Sunday, September 11, 2011

Sprawl

The Hunger Games playlist

Recently I finished the first book of the The Hunger Games trilogy. These days I read on the bus to and from work while listening to music. In reading, and thinking of the book when not, certain songs rose to the service that seemed almost tailored to the events or mood of the book. Some may have comparable images, some may be my subjective favoritism, some ought to be on the soundtrack for the approaching film.

01. Belle & Sebastian: "I Want the World to Stop"



02. Toni Halliday: "Time Turns Around"



03. Cerys Matthews: "Sweet Magnolia"



04. A Camp: "The Crowning"



05. Garbage: "You Look So Fine"



06. Guided by Voices: "Twilight Campfighter"



07. Peter Murphy: "I'll Fall With Your Knife"



08. Madonna: "Forbidden Love" (from COAD)



09. Tanya Donelly: "The Promise"



10. Phil Collins: "Against All Odds"



11. R.E.M.: "Half A World Away"



12. Tori Amos: "I'm On Fire"



13. Greg Laswell: "This Woman's Work"



14. Adele: "Set Fire to the Rain"



15. Whiskeytown: "Black Arrow, Bleeding Heart"



16. Belle & Sebastian: "Little Lou, Ugly Jack, Prophet John"



17. A Fine Frenzy: "Hope for the Hopeless"



18. Kate Bush: "Running Up that Hill"



19. Stevie Nicks: "Secret Love"



20. A.C. Newman: "The Heartbreak Rides"



21. Amy Winehouse: "Love is a Losing Game"



22. A Camp: "Golden Teeth and Silver Medals"



23. Nick Cave & Neko Case: "She's Not There"

Wednesday, August 03, 2011

Book Review: David Mitchell: "The Thousand Autumns of Jacob de Zoet"

The Thousand Autumns of Jacob de ZoetThe Thousand Autumns of Jacob de Zoet by David Mitchell

My rating: 4 of 5 stars


Having read "Ghostwritten" and "Cloud Atlas" I was expecting some jumps through time while reading this book, which never occurred. Being anchored to the lip of 19th century Japan was fantastic! The beginning was a loud and unfamiliar party of accents, dialects, terminologies, people meandering in and out, that sets the scene for the bulk of the book. Each page, each line, demands to be taken piece by piece, patiently and with full attention. Mitchell has written a trustworthy narration that recounts a few years on a Dutch trading post on an island off of Nagasaki with such sensation that I found myself wincing at times. This novel has grit, adventure, wit, and the sparks of clashing cultures. He incorporated near poetic tools to convey the bilocation most of his characters were experiencing with beautiful and frequently amusing prose. Thank you, David Mitchell, for a terrific and careful novel.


- _Exercise prompt_: Leaving out the pictures, copy each record below exactly.

- _Data to use_:
++++++

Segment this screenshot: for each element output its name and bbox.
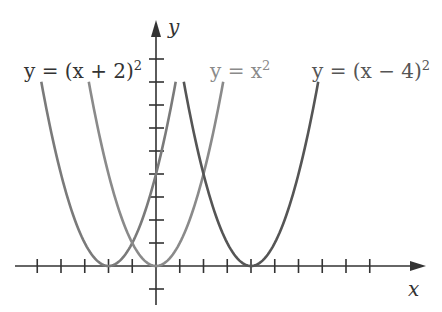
label-mid-text: y = x	[209, 59, 263, 83]
label-x-squared: y = x2	[209, 58, 270, 83]
parabola-chart: x y y = (x + 2)2 y = x2 y = (x − 4)2	[0, 0, 442, 312]
label-right-text: y = (x − 4)	[311, 59, 422, 83]
label-left-text: y = (x + 2)	[23, 59, 134, 83]
y-axis-arrow-icon	[151, 20, 161, 37]
y-axis-label: y	[167, 15, 180, 39]
label-left-sup: 2	[134, 58, 142, 73]
x-axis-arrow-icon	[410, 261, 426, 271]
label-right-sup: 2	[422, 58, 430, 73]
label-x-minus-4-squared: y = (x − 4)2	[311, 58, 430, 83]
curve-labels: y = (x + 2)2 y = x2 y = (x − 4)2	[23, 58, 430, 83]
x-axis-label: x	[408, 277, 419, 301]
axis-labels: x y	[167, 15, 419, 301]
label-mid-sup: 2	[262, 58, 270, 73]
parabola-curve	[184, 82, 318, 266]
label-x-plus-2-squared: y = (x + 2)2	[23, 58, 142, 83]
curves	[41, 82, 318, 266]
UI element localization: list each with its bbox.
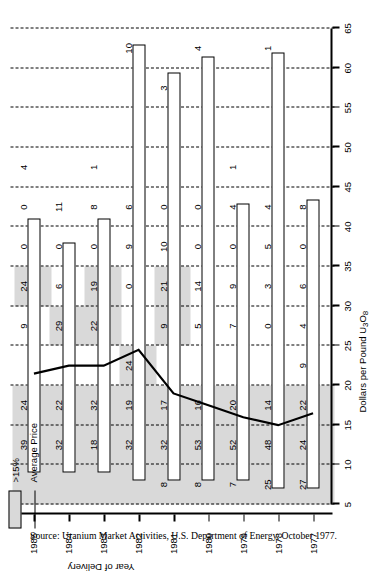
source-note: Source: Uranium Market Activities, U.S. … [30, 530, 337, 541]
average-price-line [33, 349, 312, 424]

++++++

- _Completed exercise_:
Segment this screenshot: for each element output its name and bbox.
label-mid-text: y = x	[209, 59, 263, 83]
label-x-squared: y = x2	[209, 58, 270, 83]
parabola-chart: x y y = (x + 2)2 y = x2 y = (x − 4)2	[0, 0, 442, 312]
label-right-text: y = (x − 4)	[311, 59, 422, 83]
label-left-text: y = (x + 2)	[23, 59, 134, 83]
y-axis-arrow-icon	[151, 20, 161, 37]
y-axis-label: y	[167, 15, 180, 39]
label-left-sup: 2	[134, 58, 142, 73]
x-axis-arrow-icon	[410, 261, 426, 271]
label-right-sup: 2	[422, 58, 430, 73]
label-x-minus-4-squared: y = (x − 4)2	[311, 58, 430, 83]
curve-labels: y = (x + 2)2 y = x2 y = (x − 4)2	[23, 58, 430, 83]
x-axis-label: x	[408, 277, 419, 301]
axis-labels: x y	[167, 15, 419, 301]
label-mid-sup: 2	[262, 58, 270, 73]
parabola-curve	[184, 82, 318, 266]
label-x-plus-2-squared: y = (x + 2)2	[23, 58, 142, 83]
curves	[41, 82, 318, 266]
UI element localization: list each with its bbox.
source-note: Source: Uranium Market Activities, U.S. … [30, 530, 337, 541]
average-price-line [33, 349, 312, 424]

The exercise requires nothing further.